The Rehabilitation of Historic Schools in Portugal
This book examines the adaptation of heritage schools for 21st-century needs. Using rehabilitated schools in Portugal as a case study, it assesses the effects of design decisions on cultural values, showing how material conservation can enhance the intangible.
This volume explores cultural landscapes and architectural symbols through the notion of genius loci. Focused on Lithuanian historical contexts, these essays provide insights into the making and destruction of landscapes for architects, historians, and scholars globally.
This collection of essays presents innovative concepts to understand the spaces of the Americas through local lenses. Challenging canonical knowledge derived from outside the region, it introduces a new conceptual framework to analyze the spatial histories of the Americas.

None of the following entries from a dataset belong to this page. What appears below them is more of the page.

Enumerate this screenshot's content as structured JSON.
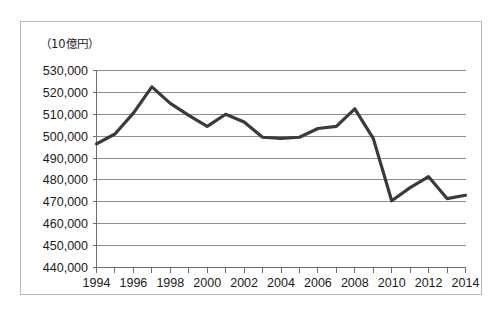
{
  "chart_data": {
    "type": "line",
    "title": "",
    "subtitle": "",
    "unit_label": "（10億円）",
    "xlabel": "",
    "ylabel": "",
    "grid": true,
    "grid_axis": "y",
    "legend": false,
    "legend_position": "none",
    "line_color": "#3a3a3a",
    "grid_color": "#8e8e8e",
    "axis_color": "#6e6e6e",
    "background_color": "#ffffff",
    "xlim": [
      1994,
      2014
    ],
    "ylim": [
      440000,
      530000
    ],
    "y_tick_step": 10000,
    "x_tick_step": 1,
    "x_label_step": 2,
    "x": [
      1994,
      1995,
      1996,
      1997,
      1998,
      1999,
      2000,
      2001,
      2002,
      2003,
      2004,
      2005,
      2006,
      2007,
      2008,
      2009,
      2010,
      2011,
      2012,
      2013,
      2014
    ],
    "values": [
      496500,
      501000,
      510500,
      522500,
      515000,
      509500,
      504500,
      510000,
      506500,
      499500,
      499000,
      499500,
      503500,
      504500,
      512500,
      499000,
      470500,
      476500,
      481500,
      471500,
      473000
    ],
    "series": [
      {
        "name": "",
        "values": [
          496500,
          501000,
          510500,
          522500,
          515000,
          509500,
          504500,
          510000,
          506500,
          499500,
          499000,
          499500,
          503500,
          504500,
          512500,
          499000,
          470500,
          476500,
          481500,
          471500,
          473000
        ]
      }
    ],
    "y_tick_labels": [
      "530,000",
      "520,000",
      "510,000",
      "500,000",
      "490,000",
      "480,000",
      "470,000",
      "460,000",
      "450,000",
      "440,000"
    ],
    "y_tick_values": [
      530000,
      520000,
      510000,
      500000,
      490000,
      480000,
      470000,
      460000,
      450000,
      440000
    ],
    "x_tick_labels": [
      "1994",
      "1996",
      "1998",
      "2000",
      "2002",
      "2004",
      "2006",
      "2008",
      "2010",
      "2012",
      "2014"
    ],
    "x_tick_values": [
      1994,
      1996,
      1998,
      2000,
      2002,
      2004,
      2006,
      2008,
      2010,
      2012,
      2014
    ],
    "annotations": []
  }
}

This volume explores the application of formal methods from mathematics to architecture and urbanism. From geometry to shape grammars, it examines the potential of these tools to create new problem-solving languages and advance the digitalization of the field.
Leading experts discuss the ecological and salutogenic design principles for creating a healthy built environment. This book explores how to provide clean air, water, and land, intertwining these principles to support human health and wellbeing globally.
A Political History of Post-WWII Architecture in Europe
Has architecture lost the connection to public and private life? This book explores architecture from a political perspective, examining how it has mirrored political developments in Europe since the Second World War to reveal the meanings generated from this relationship.
This book explores tectonic affects in architecture, where building technology and aesthetics are not separated. Affects are preconscious feelings that can generate aesthetic value and meaning. The book adopts a practical position, concentrating on these tectonic affects.
This book examines why modern architecture lacks humanity and creates environmental errors. It studies historical styles to show how the evolution of design was broken in the 20th century by aggressive, reductionist ideologies that attack our inherited communities.
Urban Histories in Practice
What is the relationship between history, memory, and the contemporary city? This volume explores this question in contexts of rapid urbanization and urban decline. Using critical and creative methods, the authors frame urban history not as theory, but as a call for action.
Housing the Poor on the African Continent
This book uses Ubuntu philosophy to address low-cost housing in Africa. It argues that reciprocity and collective solidarity are key to housing rights, informing policy and practice while raising red flags about the challenges of implementing these ideals.
Place-Based Sustainability
As climate change and urbanization challenge our world, this book explores the critical cultural relationship between people and their environment. It reveals new pathways for stewardship of our cities and countryside, essential for building a sustainable future.
This book proposes a new way to measure housing unaffordability from a resident’s point of view: the mismatch between where one can afford to live and where they would prefer to live. Written for all, it helps residents, academics, and practitioners make wiser decisions.
Responsible Pedagogies in Architecture
This book highlights how Manipal University Jaipur’s School of Architecture and Design is addressing climate change. Through its research, teaching, and community outreach, it pursues ‘responsible pedagogies’ for environmental, economic, and social sustainability.
Richard Castle is one of Ireland’s most important 18th-century architects, yet this is the first book devoted to his life and career. Using extensive research, it uncovers his surprising personal history and refutes long-held misconceptions about his name, family, and religion.
The teaching of architecture and urbanism is in crisis, unable to respond to current problems like the human right to housing. This book of essays by international experts presents historical analyses, manifestos, and new objectives to address the challenge.
Tokyo and Venice as Cities on Water
Tokyo and Venice are fragile cities on water. This volume focuses on how rediscovering water, from architectural and cultural points of view, and preserving their heritage can maintain their unique maritime identity and contribute to new forms of resilience for the future.
Journey into the minds of visionary architects who push boundaries. This book unravels the secrets behind awe-inspiring structures, exploring the digital technology and material-based forms that challenge norms and offer insights into where contemporary architecture is headed.
Architects draw to think and manage complexity. This collection of chapters and interviews frames a new critical perspective on drawing as a way to encourage spatial thinking and practice in architecture and urbanism, considering both historical and current uses.
The Floating Towns of Tomorrow
As climate change and population growth challenge our world, floating cities offer a solution. This book proposes viable urban planning and architectural solutions for coastal cities, starting with a pilot project in Singapore. For all who wish to rethink our cities.
This book explores the preservation of the urban historical environment. It covers improving and strengthening building structures, construction technology, geotechnics, and energy efficiency, detailing developments in pile structures using discharge-pulse technology.